Acans were the first lps to decline.
started to increase feeding for the corals and cut the skimmer off for a month with no rise in nutrients due to system size and maturity of massive live rock.
Dosed potassium nitrate into the tank and raised my nitrate levels to 3 ppm. Within three hours the acans that were deflated skin tight started to puff up again.

your light intensity may be slightly low but i would concentrate on getting your nitrates up to 2 to 5 ppm and phosphates around 0.03 to 0.05
good luck and happy reefing
BluewaterLa / Mike
 
had this issue with lps in general two years ago and it was from Zero nutrients in the water, Nitrate and phosphate.
reduced water change schedule from 15 gallons a week to every other week and started dosing some amino acids to help the corals rebound.

now with a larger system I had the same issue with a fallow period zero nitrates so my sps and lps started to suffer some.
Acans were the first lps to decline.
started to increase feeding for the corals and cut the skimmer off for a month with no rise in nutrients due to system size and maturity of massive live rock.
Dosed potassium nitrate into the tank and raised my nitrate levels to 3 ppm. Within three hours the acans that were deflated skin tight started to puff up again.

your light intensity may be slightly low but i would concentrate on getting your nitrates up to 2 to 5 ppm and phosphates around 0.03 to 0.05
good luck and happy reefing
BluewaterLa / Mike
By feeding more, wont this help raise nitrates?
 
Feeding more will help the nitrates and phosphates come up.
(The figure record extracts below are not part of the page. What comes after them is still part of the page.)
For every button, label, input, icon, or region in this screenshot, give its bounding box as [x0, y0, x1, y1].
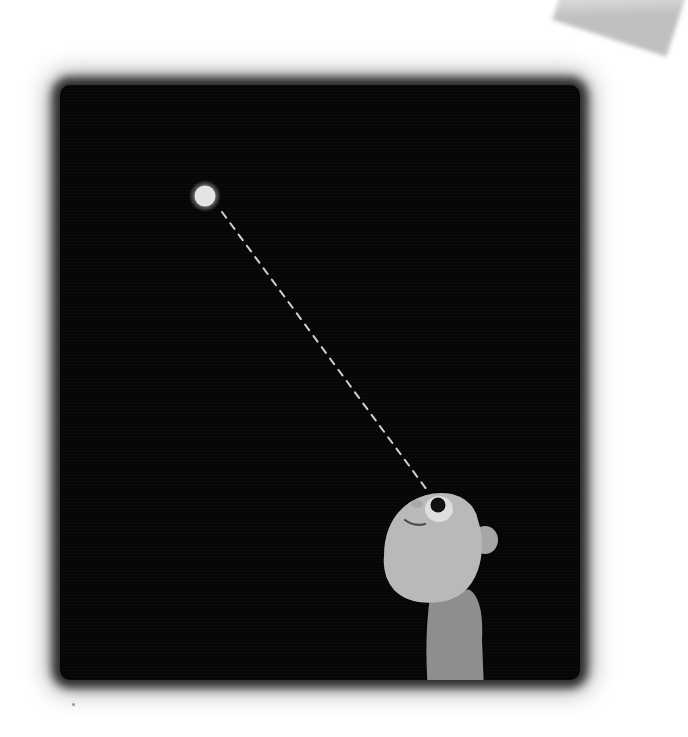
paper-speck	[72, 703, 75, 706]
figure-body	[426, 589, 484, 690]
figure-nose	[411, 500, 423, 508]
child-figure	[384, 493, 498, 690]
figure-pupil	[431, 498, 446, 513]
sight-line	[222, 212, 427, 490]
star-icon	[189, 180, 221, 212]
Something to remember about corals, they need food in several forms. The animal itself requires planktonic organism to prey on, in order to have the proper building blocks to physically grow it's body. It also requires light for the symbiotic algae, who require food. Their food is NO3 and PO4. (There doesn't have to be much, but there has to be some). If you don't fullfill all of those requirements your corals will slowly decline (in a low light environment) or really bad things happen really quickly too them in a high light environment.

So go slow like Elementalj has outlined and increase your light incrementally, feed more, and let your NO3 and PO4 rise to detectable levels. Let your tank find a balance.
 
Ok yall so I fed the corals the other day when I said I did and some are still shrunken. Im assuming they are digesting the food?
 
Ok yall so I fed the corals the other day when I said I did and some are still shrunken. Im assuming they are digesting the food?
Gotta get the Phos and nitrates up too.